▶ **What you have to do**
Every entry is to be returned unchanged, and no picture is to be included.
====== Given records ======
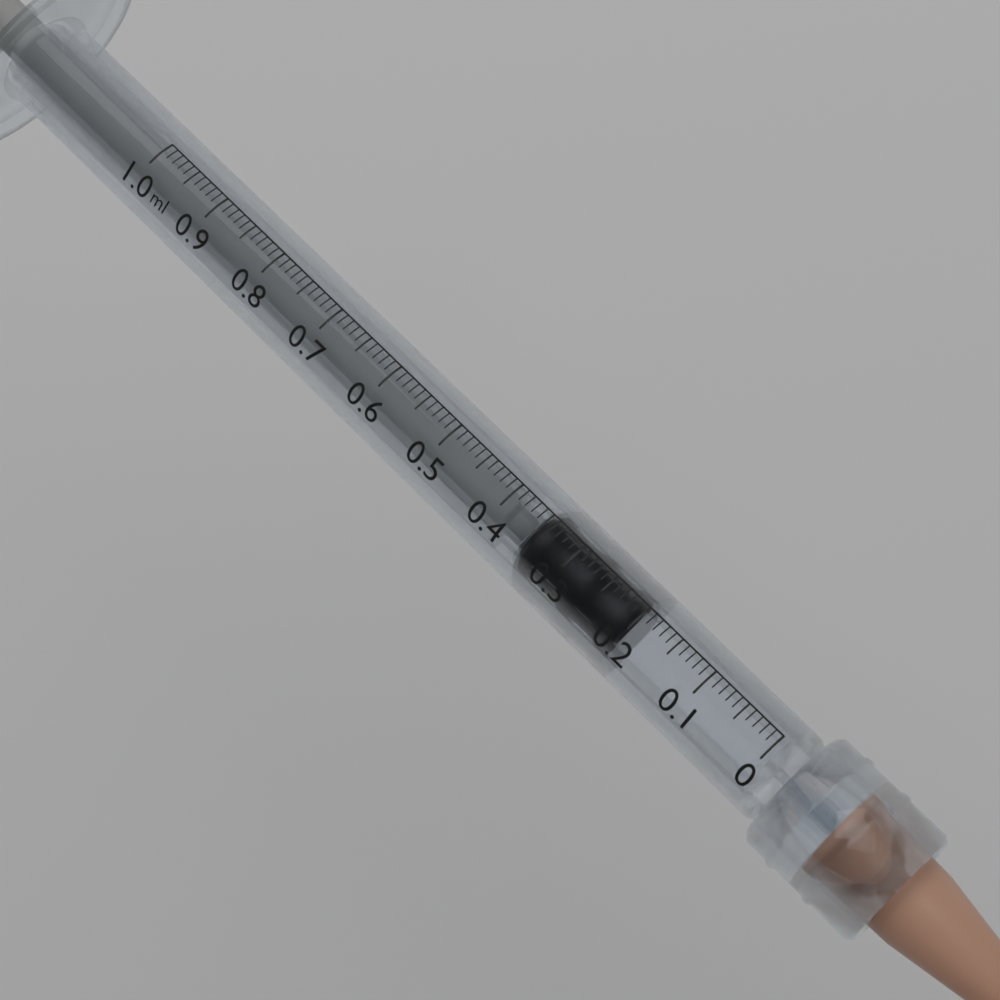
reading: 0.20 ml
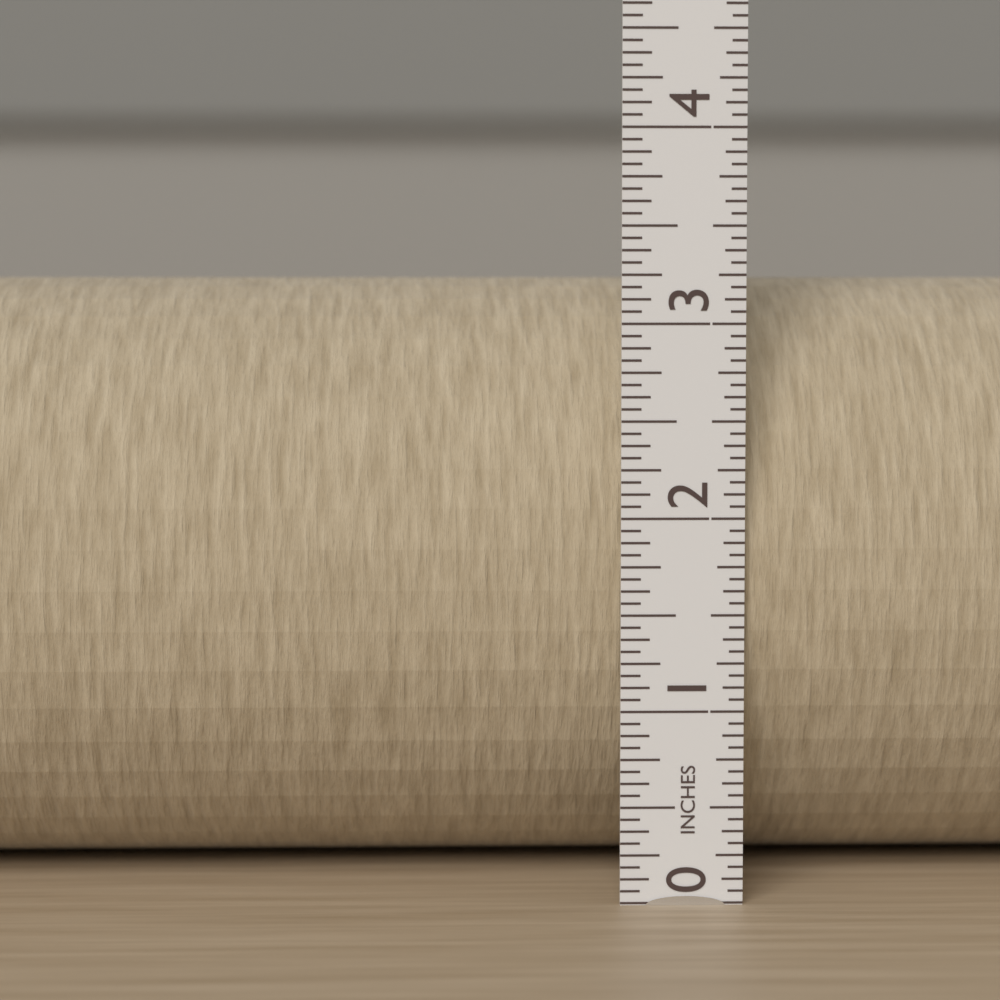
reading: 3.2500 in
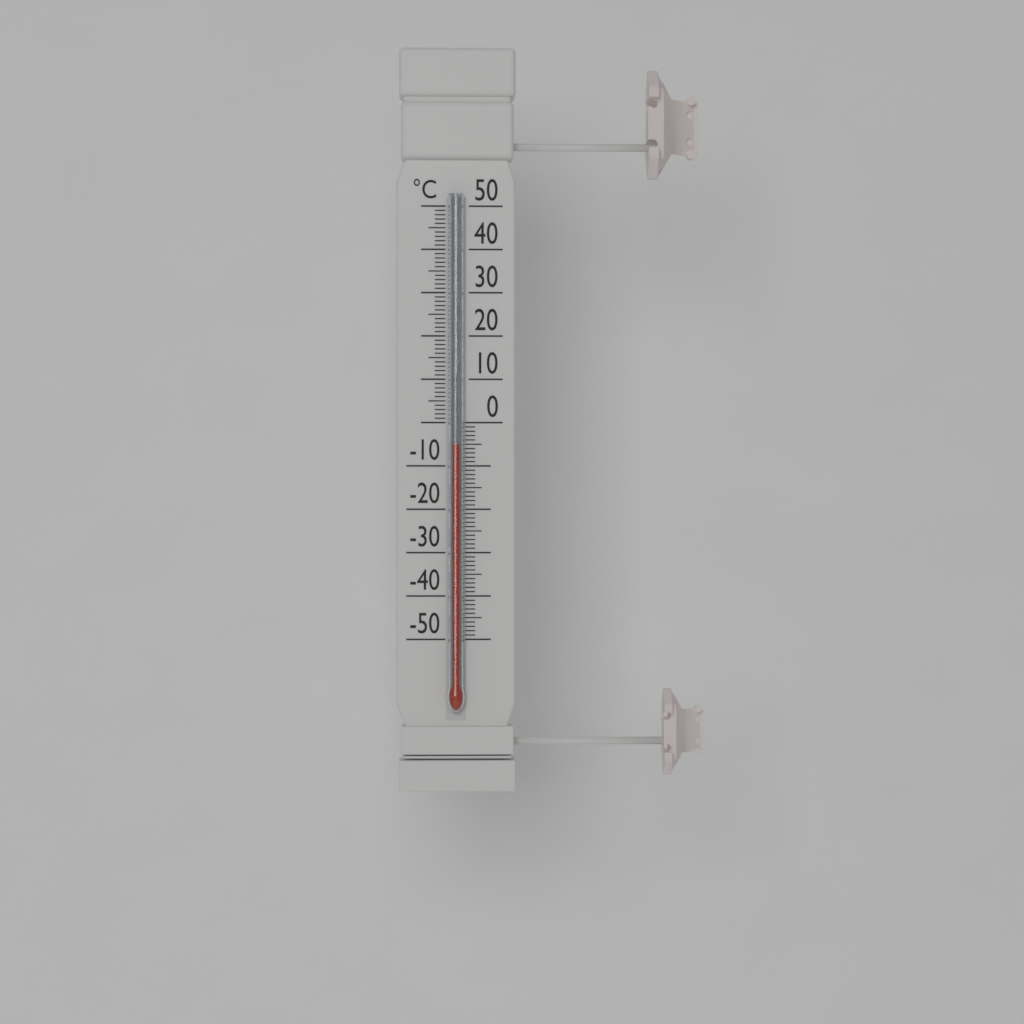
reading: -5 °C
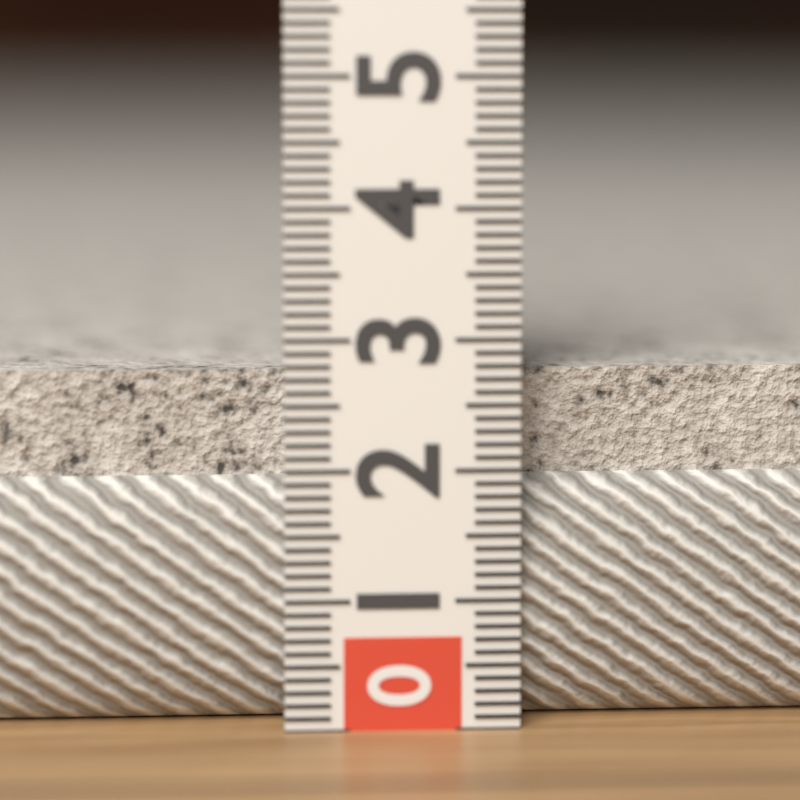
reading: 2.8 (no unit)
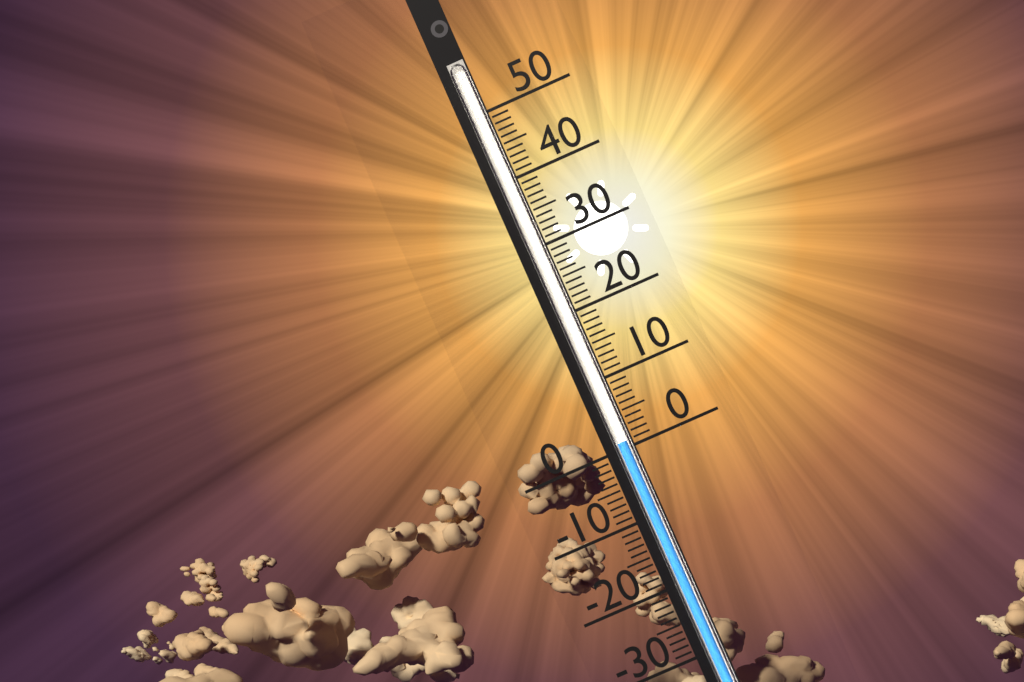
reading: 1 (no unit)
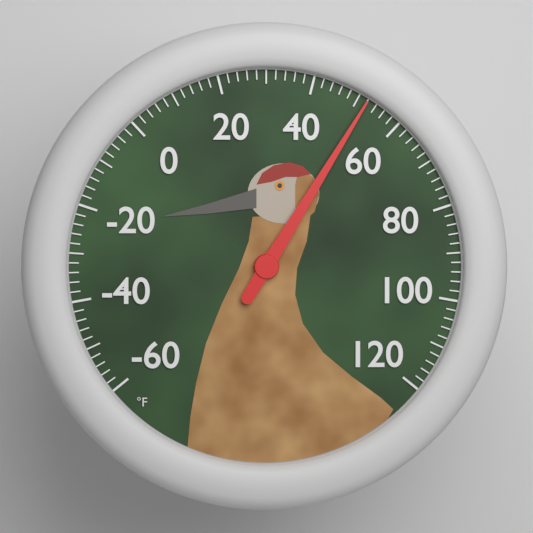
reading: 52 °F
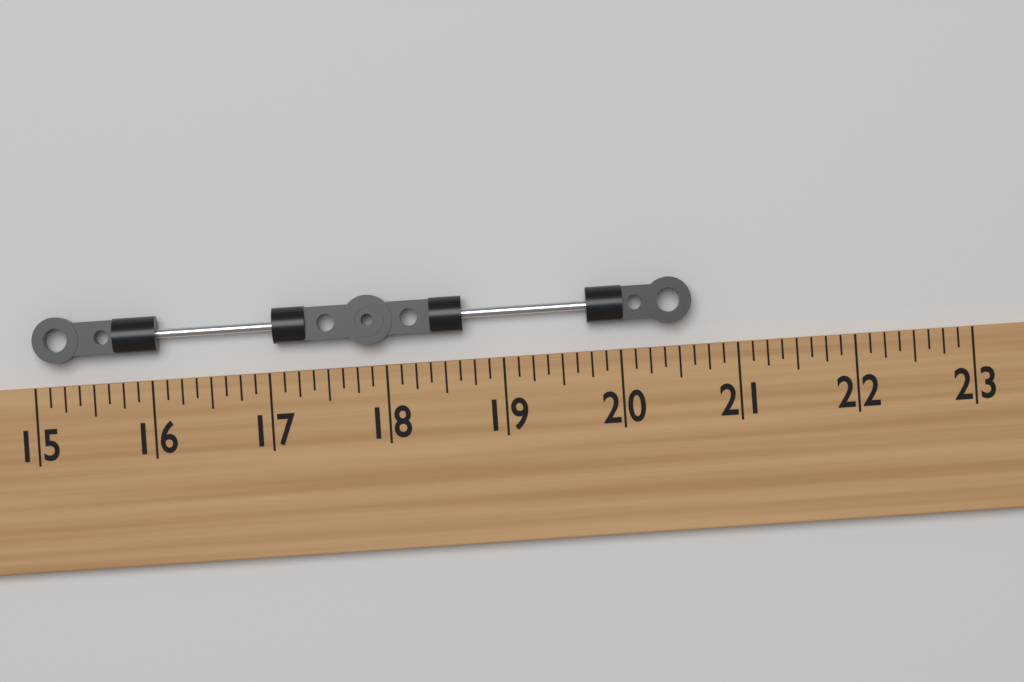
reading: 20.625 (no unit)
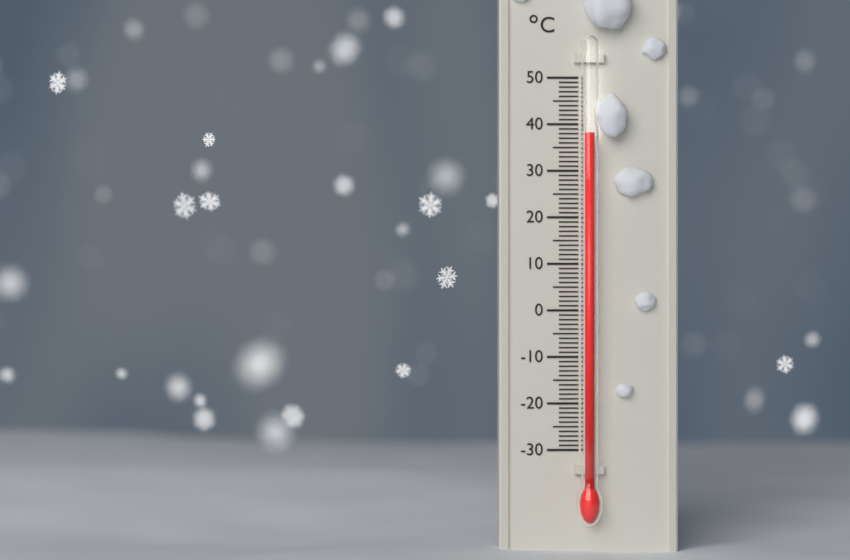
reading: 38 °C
======
▶ **Solution to this task**
reading: 0.20 ml
reading: 3.2500 in
reading: -5 °C
reading: 2.8 (no unit)
reading: 1 (no unit)
reading: 52 °F
reading: 20.625 (no unit)
reading: 38 °C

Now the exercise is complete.